Steinem leading her Korea walk

Steinem quickly made it clear that she understood nothing whatsoever about North Korea. She planned, she said, to meet with North Korean women so they could compare their “experiences” as women in different societies. As if women in North Korea could speak honestly about their experiences without risking execution! The Daily Beast ran an article by Lizzie Crocker headlined: “Is Gloria Steinem a Propaganda Tool For North Korea?” Indeed, it was interesting to note that Steinem, who had made a career out of savaging postwar America’s supposed mistreatment of the female sex, said nothing in her Korea remarks about the nightmarish abuse of both men and women in the Hermit Kingdom.

Steinem and Ahn

It was even more interesting to note that Steinem’s partner in this inane enterprise was Christine Ahn, head of something called the Korea Solidarity Committee and a shameless apologist for the Kim regime. To judge by Steinem’s remarks about Korea, she had swallowed wholesale everything Ahn had told her about the topic. Why is Korea divided? Not because the northern part is a totalitarian dictatorship governed by a bloodthirsty tyrant, but because of the “Cold War mentality,” Steinem pronounced.

Steinem with Lahti

After years of such pathetic stunts, Steinem should be an object of ridicule. Paglia’s view of her should be the world’s view of her. But no, she’s remained a darling of the cultural elite. She’s the subject of an upcoming Off-Broadway play, Gloria: A Life, in which she’ll be played by Christine Lahti. A New York Times article took us into “the cool tranquillity of Ms. Steinem’s Upper East Side duplex,” where Lahti and Steinem fielded softball questions about the production. (Presumably the obvious title for the play, Oppressed in an Upper East Side Duplex, was too long for the marquee.) The Times noted that Steinem is also the subject of not one but two forthcoming movies: My Life on the Road, starring Julianne Moore as Steinem, and An Uncivil War, with Carey Mulligan as Steinem.

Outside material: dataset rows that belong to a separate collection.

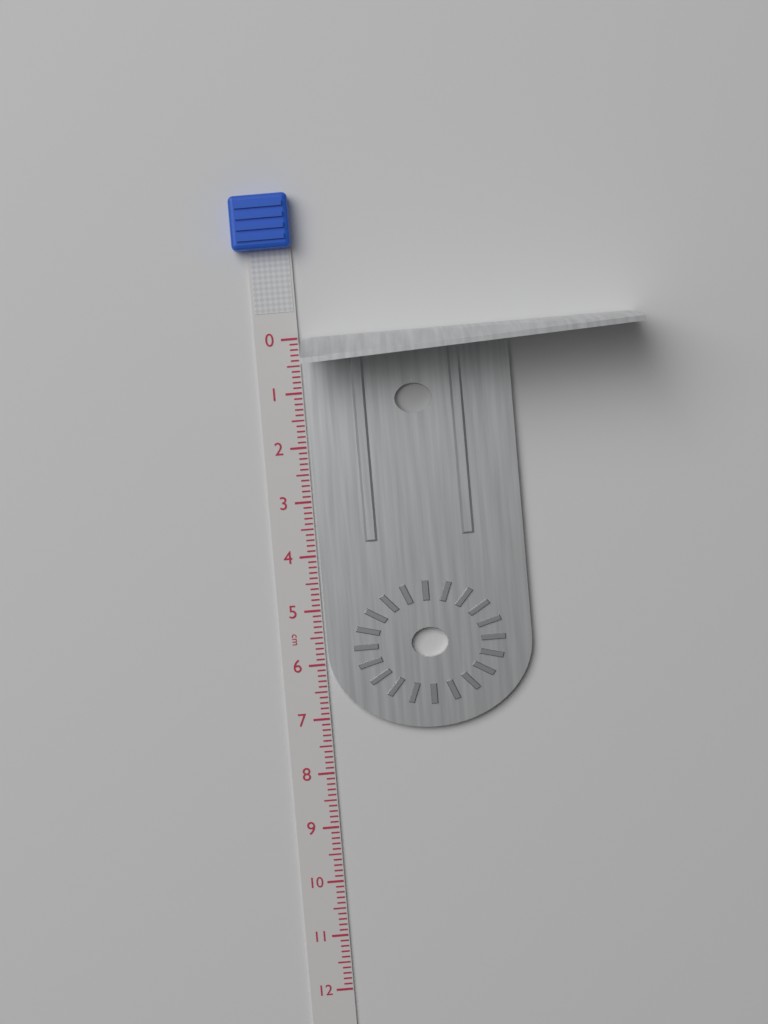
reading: 7.3 cm
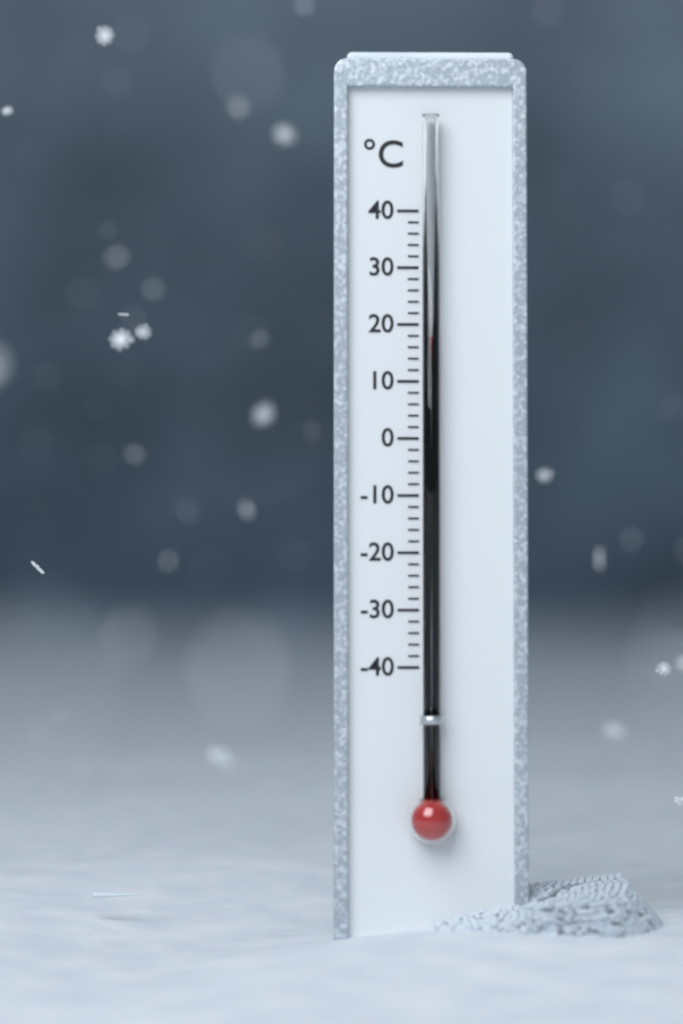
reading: 18 °C
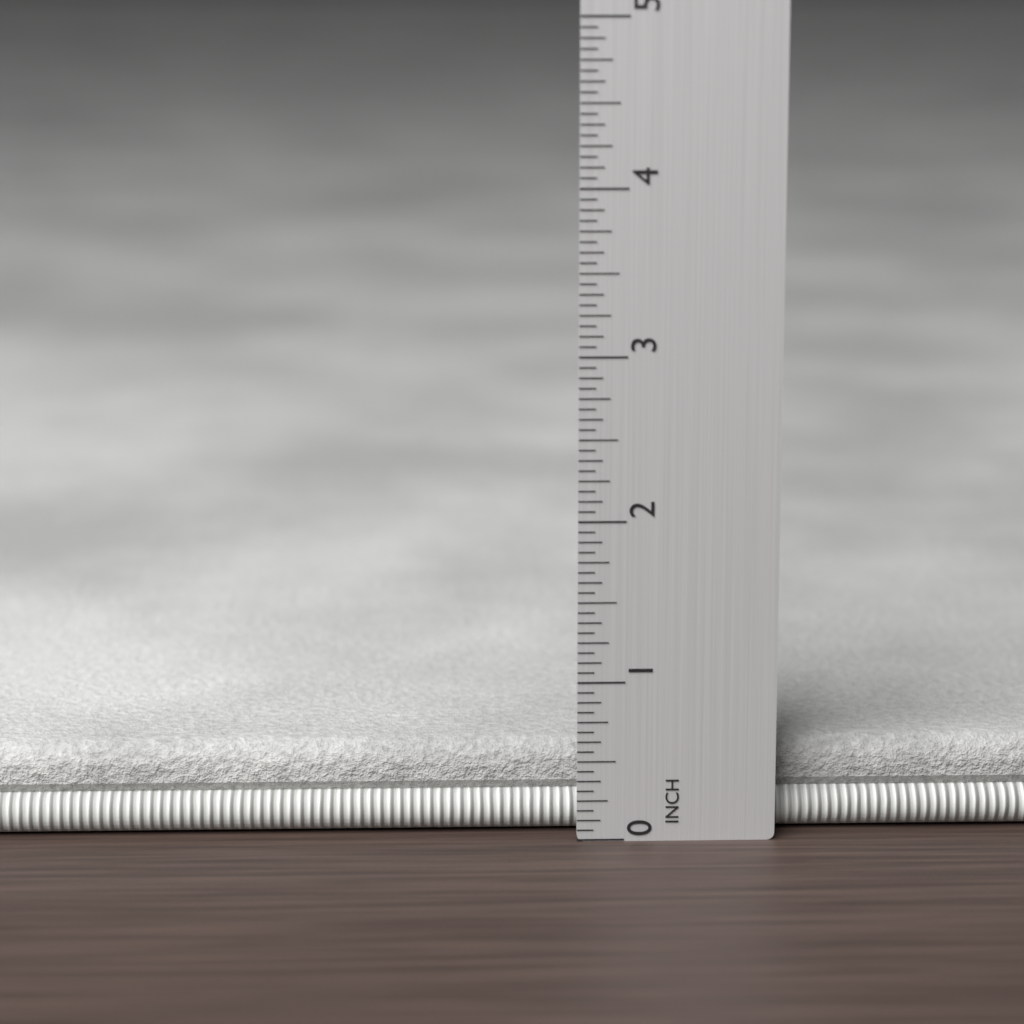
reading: 0.5625 in
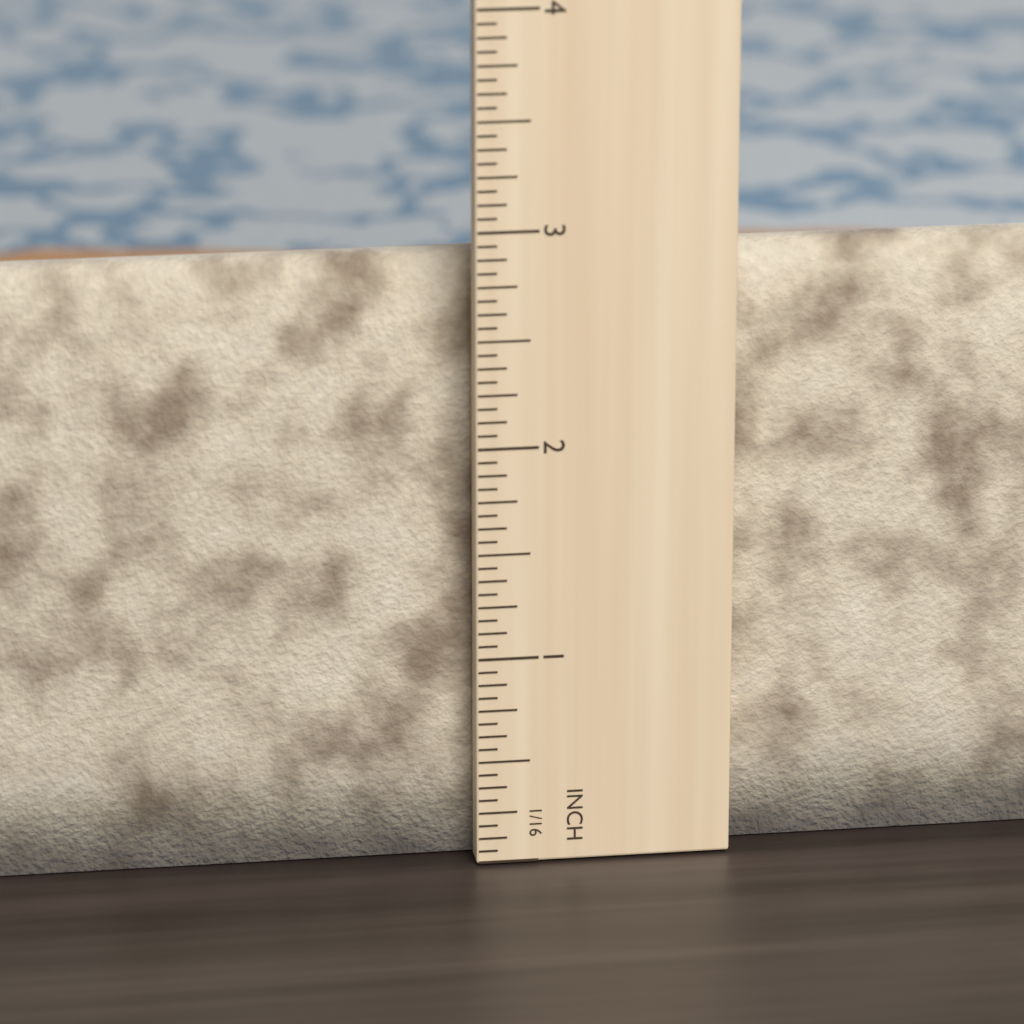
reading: 2.8125 in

In 2018, does the American playgoing and moviegoing public really want to see dramas about the purported heroism of Gloria Steinem? This is, after all, a woman who, in the Times piece, is actually quoted as saying “it isn’t just that we live in a patriarchy. The patriarchy lives in us.” Isn’t it clear by now that, as an intellectual, she’s a lightweight? That, as an activist, she’s as domesticated a creature as you could imagine? And that, as a so-called oppressed person, she’s the very model of privilege?